Affable, articulate and contemplative in conversation, he is the thinking man’s guitarist.

“My inspiration is coming mostly from real world events, not that the music I write is remotely political, but more in the sense of trying to capture a wider shared experience,” he says. 

After his early aural explorations, Kohen says he’s slowly continuing to refine his sound. “It’s the natural process. Especially starting off so young. The very first stuff I did was sonically and song-wise all over the place. Arizona was little bit more focused,” he says, adding that the technology he uses on stage has influenced his songwriting. “There’s de-finitely always an awareness when I’m writing songs that I’ll have to play them live. And up till now it’s always been I have to play them within the context of this setup that has very defined limits to it.”

But Kohen says it is important for audiences  to  know  everything  is  created live and no canned tracks are  simply  being  triggered  at  the  push of a button.

“When I started this project I decided  I’d  never  have  a  laptop  on  stage. There’s always the question how much of the sound is coming from it,” he explains. “It would be easier for me. But you don’t know how  much  is  authentic.  The  performance  aspect  is  also  import-ant. I want to bring people along for the ride.”

Kohen’s  current  main  guitar  is  a  1985  Peavey  Horizon  II  that  he  discovered  in  a  music  store  in  Pittsburgh,  Pennsylvania.  “It  was  advertised  in  the  eighties  as  having  23  different  pickup  set-tings,  which  is  crazy,  but  they’re  amazing,” he says. “You can split the humbuckers. You can do coil tapping  stuff.  It’s  weird.  They’re  just  these  really  dense,  sensitive  pickups.”

But  he  said  he  was  talking  with  Guild  about  possibly  using  some  of  their  models  during  his  next  tour: “I’m really excited about it.

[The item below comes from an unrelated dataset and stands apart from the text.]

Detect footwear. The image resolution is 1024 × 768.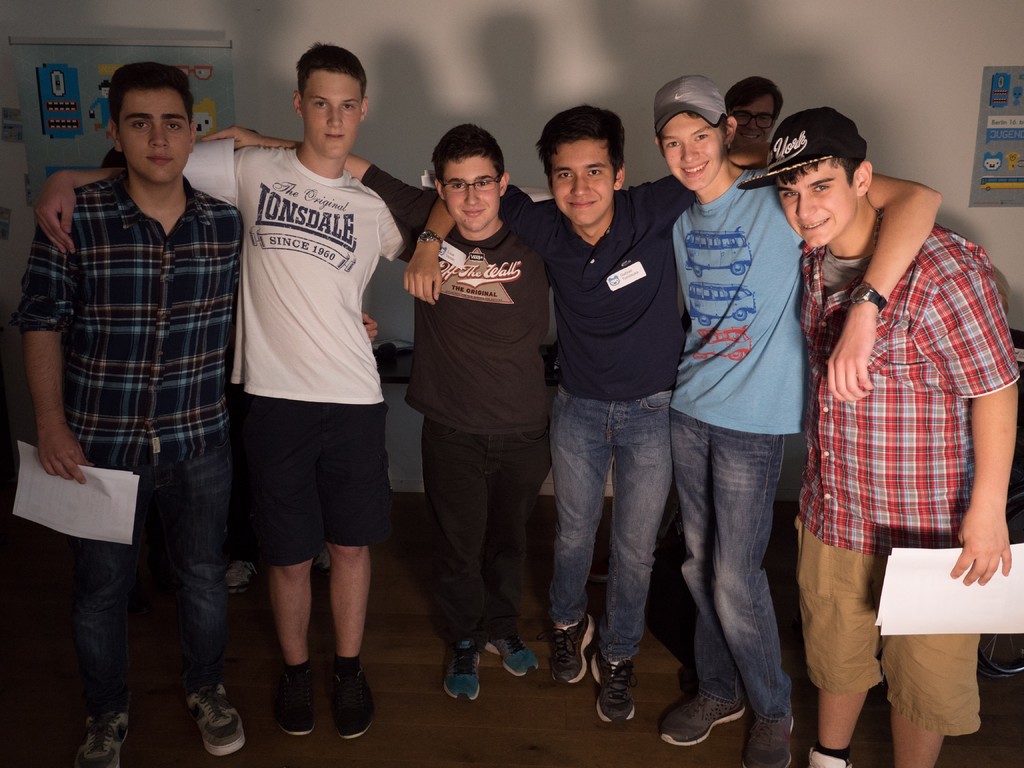
[187,679,242,760].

I’m a huge Kim Thayil fan and he plays a Guild S-100.”Kohen  does  most  of  his  song-writing these days on an  acoustic-electric Taylor T5Z,  which could partly be because he is currently in-between amps.

“I’m  borrowing  a  Fender  Show-man from Tim Collis (from the UK band ttng and Mylets label mate) until he comes back to the US to tour,”  Kohen  confesses.  “Before  that, I was borrowing a really nice Peavey  Session  400,  which  is  a  solid-state amp from the eighties that  was  used  primarily  by  lap-steel players. I loved it and it was great for layering, but I couldn’t afford to hold onto it.”

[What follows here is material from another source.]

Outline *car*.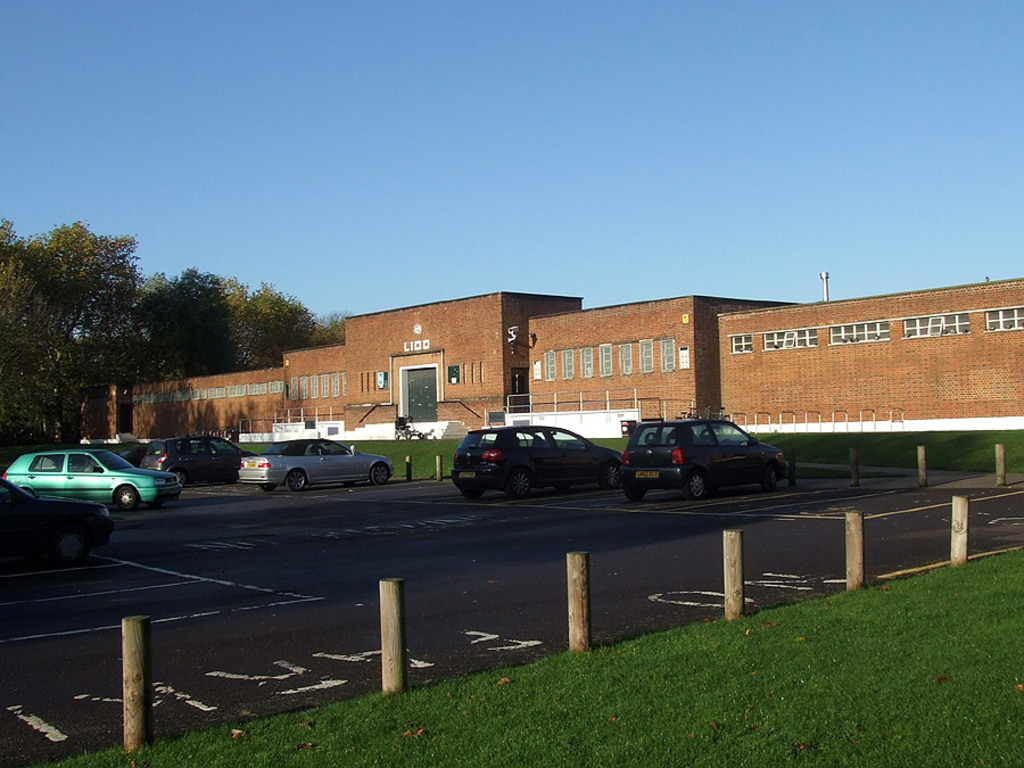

Perhaps the good people at Peavey will read this article and help sort out an amp sponsor- ship deal before Kohen’s next tour. Until then, he will be getting settled in his new home of Austin, Texas, where he moved after spending the holidays with his family in Indiana. He says that Austin’s lively and supportive music scene had lured him away from the bright lights of LA, where he’d spent the past four years.

And that tight-knit community could be crucial as Kohen begins working on his next album this year.

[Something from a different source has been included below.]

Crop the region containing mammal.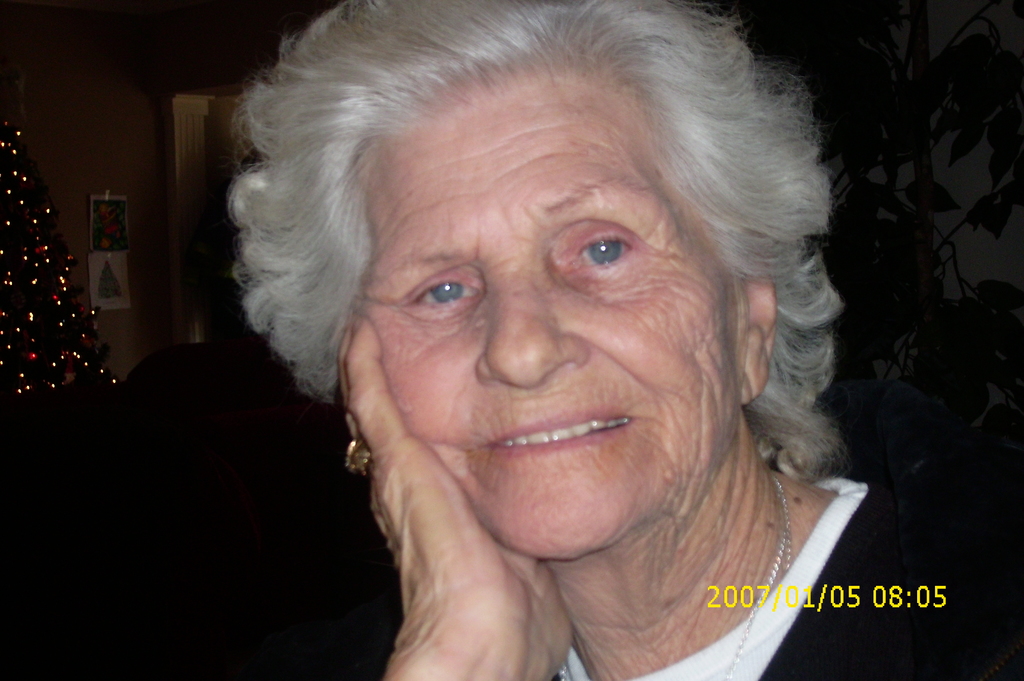
Crop region: (left=164, top=0, right=933, bottom=629).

“I have no idea whether that means playing with a full band or expanding the already pretty extensive technological setup for my live show,” he admits. Besides the increased musical possibilities, there is, of course, another key advantage to having bandmates: Kohen would have help lugging around his massive pedal board while on tour.  

Words: Marc Young

Images: Jose Ruiz / Gerhard Kuhne

Hear the first new track from Mylets in four years on Bandcamp.